News
Garber Announces Advisory Committee for Harvard Law School Dean Search
News
First Harvard Prize Book in Kosovo Established by Harvard Alumni
News
Ryan Murdock ’25 Remembered as Dedicated Advocate and Caring Friend
News
Harvard Faculty Appeal Temporary Suspensions From Widener Library
News
Man Who Managed Clients for High-End Cambridge Brothel Network Pleads Guilty
Two more days, and the little blue devils will begin to rampage. Whether or not students are ready for examinations, a large group of professors are. They are primed to make this year's tests a very special set. They will try to concoct something relatively new for Harvard, tutoring-proof examinations and a tutoring-proof system of grading. Of course, they won't succeed entirely--but the ingenuity of a dozen or so Harvard professors should not be under-rated. And for the incredulous student, it would be better to believe now than later.
Good examinations are a test of comprehension of material. Comprehension does not mean the ability to bounce back a list of facts or a memorized theory, but rather the ability to put the facts together or work the theory into a meaningful picture. How test this true comprehension? By requiring original thought based on the material, by requiring a variety of interpretations of the facts.
It takes a good, solid knowledge of the material to juggle it around dexterously. It requires mulling over and assimilating beforehand. The man who has spent a few nightmare hours cramming at Parker-Cramer's knows most of the essential facts. He has even had a stock interpretation of the facts handed down to him. But he cannot twist this interpretation around to answer questions shot from unexpected angles. So he resorts to building a weak bridge from the question to his stock answer, and then proceeds to pour out what he has memorized. In effect he evades the question.
Or put it this way. Facts are blocks, and with them the comprehending scholar can lay out a number of designs. On the other hand, the tutored man has the blocks; but he knows only one design. He fails when called upon to lay out any other.
It does not take supernatural intuition to detect him. He answers questions like a robot, not thinking for himself, but speaking words put into his mouth. He uses cliches like the "psychology of the business man"--Wolff's contribution to Economics A--until the grader, coming across it for the twentieth time, cannot help but see its origin. And cannot help but grade accordingly.
Strictly speaking, no one should object to this new tack taken by the professors. Nothing could be more fair. There is no invalid discrimination. The only ones who are hit are those who tutor. The student who has honestly tried and still is not able to think with originality on an examination should--hard as this may seem--get a low grade anyway. All others are not affected, for the exams are not made harder, but only more thought-provoking.
This step should please those who adopt the fruit-root attitude, who look for the cause of tutoring in fundamental faults in the Harvard system. Of course, the examination problem will have to be gone over more thoroughly in the future, for there is much to be done here. Moreover, the other half of faculty responsibility--lapses in instruction--is crying for investigation. But this step means progress in the struggle against the schools in the Square.
Tutoring is going to pay lower returns this year. The wise bird might well figure the return too low for an investment. he might also realize that the faculty has awakened, and that the examination system is on trial. Many will still have to tutor because they have been caught out in the rain. The others had better take their money to the races.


*YOUR TASK:*
Answer with nothing but the number of lines in the listing below that contain "name".

*AVAILABLE DATA:*

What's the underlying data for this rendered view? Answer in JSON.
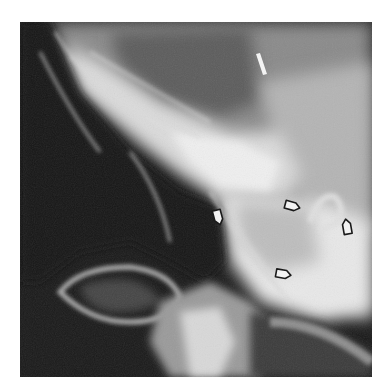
{
  "image": {
    "kind": "radiograph",
    "description": "Lateral skull/neck X-ray with open arrow annotations",
    "palette": {
      "background": "#ffffff",
      "dark": "#141414",
      "mid": "#6e6e6e",
      "light": "#e6e6e6",
      "arrow_stroke": "#1a1a1a",
      "arrow_fill": "#f2f2f2"
    },
    "annotations": [
      {
        "type": "open-arrow",
        "pointing": "right"
      },
      {
        "type": "open-arrow",
        "pointing": "right"
      },
      {
        "type": "open-arrow",
        "pointing": "left"
      },
      {
        "type": "open-arrow",
        "pointing": "right"
      }
    ]
  }
}
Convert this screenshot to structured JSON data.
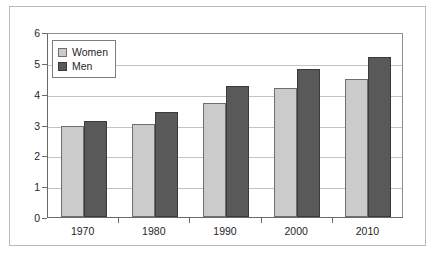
{
  "chart_data": {
    "type": "bar",
    "title": "",
    "xlabel": "",
    "ylabel": "",
    "categories": [
      "1970",
      "1980",
      "1990",
      "2000",
      "2010"
    ],
    "series": [
      {
        "name": "Women",
        "values": [
          2.95,
          3.02,
          3.7,
          4.2,
          4.47
        ],
        "color": "#cbcbcb"
      },
      {
        "name": "Men",
        "values": [
          3.1,
          3.4,
          4.25,
          4.8,
          5.2
        ],
        "color": "#595959"
      }
    ],
    "ylim": [
      0,
      6
    ],
    "yticks": [
      0,
      1,
      2,
      3,
      4,
      5,
      6
    ],
    "ytick_labels": [
      "0",
      "1",
      "2",
      "3",
      "4",
      "5",
      "6"
    ],
    "grid": true,
    "grid_axis": "y",
    "legend_position": "upper left",
    "legend_entries": [
      "Women",
      "Men"
    ]
  },
  "figure": {
    "background": "#ffffff",
    "frame_color": "#b9b9b9",
    "axis_color": "#6a6a6a",
    "gridline_color": "#c3c3c3"
  }
}
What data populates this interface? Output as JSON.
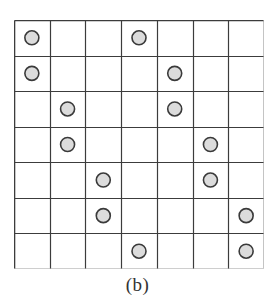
{
  "figure": {
    "caption": "(b)",
    "kind": "occupancy-grid-diagram"
  },
  "chart_data": {
    "type": "heatmap",
    "title": "(b)",
    "xlabel": "",
    "ylabel": "",
    "rows": 7,
    "cols": 7,
    "legend": [],
    "grid": true,
    "marker": {
      "shape": "circle",
      "fill": "#dcdcdc",
      "stroke": "#3a3a3a",
      "radius_px": 7,
      "name": "filled-cell-marker"
    },
    "cells": [
      [
        1,
        0,
        0,
        1,
        0,
        0,
        0
      ],
      [
        1,
        0,
        0,
        0,
        1,
        0,
        0
      ],
      [
        0,
        1,
        0,
        0,
        1,
        0,
        0
      ],
      [
        0,
        1,
        0,
        0,
        0,
        1,
        0
      ],
      [
        0,
        0,
        1,
        0,
        0,
        1,
        0
      ],
      [
        0,
        0,
        1,
        0,
        0,
        0,
        1
      ],
      [
        0,
        0,
        0,
        1,
        0,
        0,
        1
      ]
    ],
    "markers": [
      {
        "row": 1,
        "col": 1
      },
      {
        "row": 1,
        "col": 4
      },
      {
        "row": 2,
        "col": 1
      },
      {
        "row": 2,
        "col": 5
      },
      {
        "row": 3,
        "col": 2
      },
      {
        "row": 3,
        "col": 5
      },
      {
        "row": 4,
        "col": 2
      },
      {
        "row": 4,
        "col": 6
      },
      {
        "row": 5,
        "col": 3
      },
      {
        "row": 5,
        "col": 6
      },
      {
        "row": 6,
        "col": 3
      },
      {
        "row": 6,
        "col": 7
      },
      {
        "row": 7,
        "col": 4
      },
      {
        "row": 7,
        "col": 7
      }
    ],
    "marker_count": 14
  },
  "colors": {
    "background": "#ffffff",
    "grid_line": "#3c3c3c",
    "marker_fill": "#dcdcdc",
    "marker_stroke": "#3a3a3a",
    "caption_text": "#333333"
  }
}
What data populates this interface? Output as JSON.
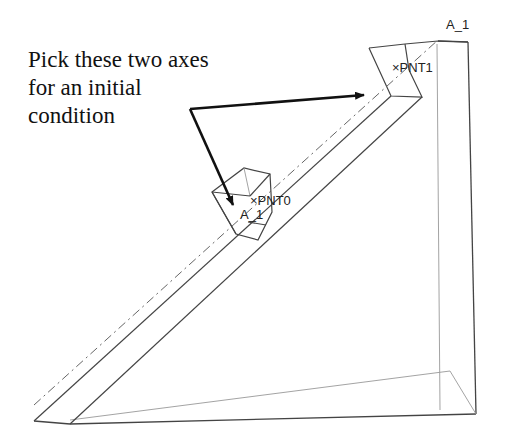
{
  "callout": {
    "lines": [
      "Pick these two axes",
      "for an initial",
      "condition"
    ]
  },
  "labels": {
    "axis_top": "A_1",
    "point_top": "×PNT1",
    "point_block": "×PNT0",
    "axis_block": "A_1"
  },
  "colors": {
    "background": "#ffffff",
    "edges": "#444444",
    "hidden_edges": "#9a9a9a",
    "arrow": "#111111",
    "text": "#111111"
  }
}
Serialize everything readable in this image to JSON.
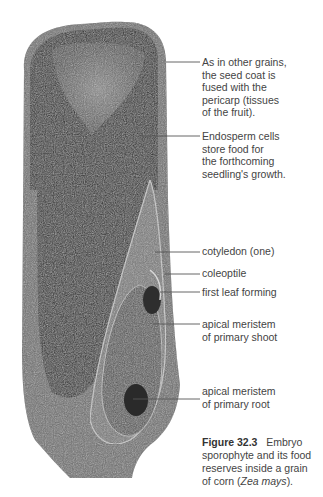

*WRITTEN ANSWER:*
3